On 02/14/2013 02:29 PM, Stephen Farrell wrote:
> Brian searches for "front for the ..." at noon Thu. and gets
> a href for JPF with PIN1 valid until Saturday.
> 
> JPF rekey late Thursday. Let's say it was an emergency.

according to the HPKP draft, they switch to their backup pin, right?

https://tools.ietf.org/html/draft-ietf-websec-key-pinning-04#section-4.1

I'm assuming Brian hasn't followed the link to the JPF yet.

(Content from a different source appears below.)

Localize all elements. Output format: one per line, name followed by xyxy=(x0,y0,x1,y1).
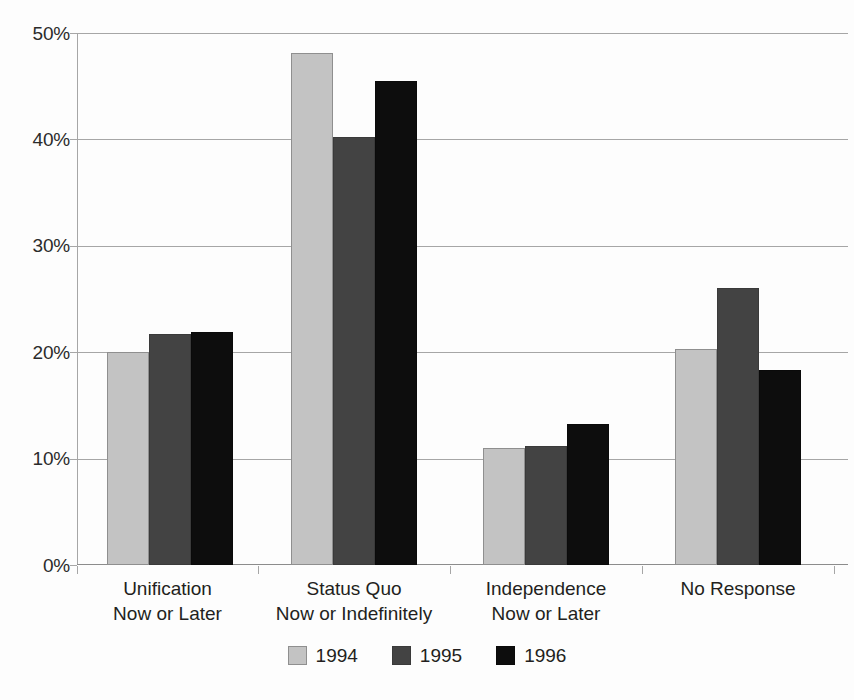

> Brian visits JPF Friday morning and PIN1 no longer matches
> the JPF TLS server cert.

in this worst-case scenario, this is the first time Brian has visited
the JPF, and he is still following the link he received on thursday.

> What happens then?

It sounds to me like an S-link-compatible browser would refuse to follow
the link.

so then Brian could still decide to search again, i guess, and hope for
an updated S-link?

Maybe this suggests that any S-link should embed a backup pin as well,
and that an S-link-compatible user agent should require the backup pin
to be present.

Thinking about this stuff makes me worry that we're heading down a path
of making a particularly ephemeral variant of a URL, though; and
ephemerality violates some long-standing guiding principles behind URLs,
e.g.  http://www.w3.org/Provider/Style/URI

It might be worth trying to think through what the bigger-picture
consequences of that change would be if S-links were widely adopted.